FAQ / Adding captions to a course narration
How do I add captions to my course narration?
If you wrote the script before you recorded the audio, you already have your captions. You just need a tool that exports them in the right file format with the right timestamps. VoiceOverAndOver writes SRT and WebVTT files in the same step as the audio export, so a separate caption pass is not needed.
Three common approaches
- Auto-transcribe after the fact. Pay a service or run a model that listens to the audio and produces captions. Cheap but always wrong on names, jargon, and homophones.
- Hand-time captions in a caption editor. Slow. Painful. Error-prone. Avoid.
- Use your existing script as the caption source. Free, accurate, and the captions already match what you said because the script was the source of truth.
The third approach is the one to use whenever your audio was scripted.
How VoiceOverAndOver handles it
Every paragraph in your project carries both the text and the audio. When you merge, the app builds a timeline: paragraph 1 from 0 to 4.2 seconds, paragraph 2 from 4.2 to 9.8 seconds, and so on. From that timeline it writes:
- SRT - the format every video editor, YouTube, and most LMS platforms accept.
- WebVTT - the format Vimeo and HTML5 video want.
- Premiere/Resolve CSV markers - drop these into your NLE and every paragraph becomes a labeled marker on the timeline.
- Audacity label track - if you import the audio into Audacity to do extra editing, you get every paragraph as a labeled region.
Long paragraphs are automatically split into sub-cues so a single caption never sits on screen for too long. The last sub-cue of a paragraph snaps exactly to the paragraph boundary, so paragraph timing stays a perfect resync point even when individual sub-cues are estimated.
Workflow for an LMS
- Record the narration in VoiceOverAndOver.

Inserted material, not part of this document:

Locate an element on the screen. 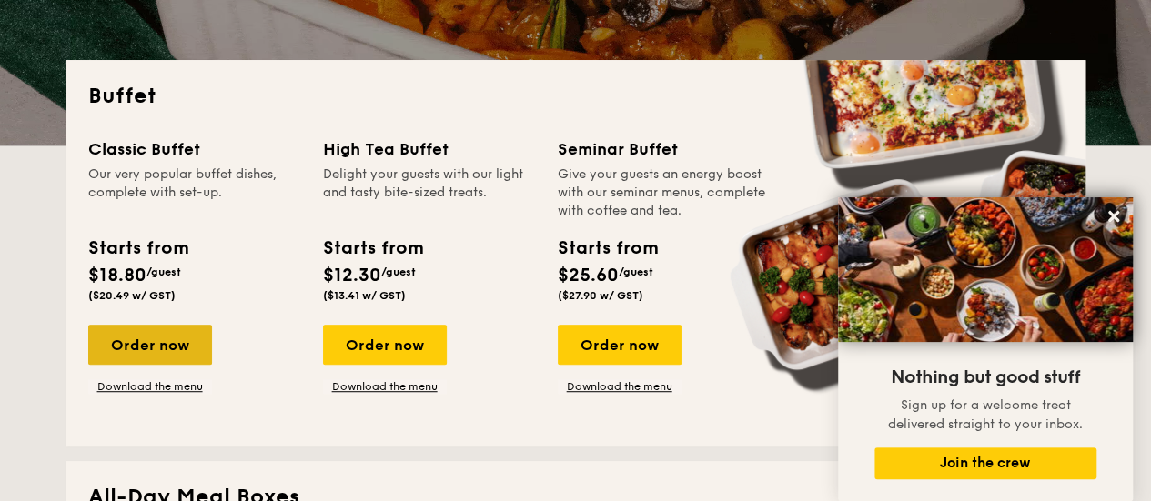  span: $25.60 is located at coordinates (588, 276).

- On the merge screen, tick SRT (or VTT, whichever your platform prefers).
- Export. You get the audio file and the caption sidecar in the same folder.
- Upload both to your course platform.
If the platform supports VTT only, export VTT. If it accepts both, SRT is the safer default - more tools understand it.
Fixing typos after the fact
If a learner spots a typo in a caption, fix the text on that row in the project, re-export, replace the sidecar file. The audio does not need to be rebuilt. That is the upside of keeping text and audio tied per-paragraph.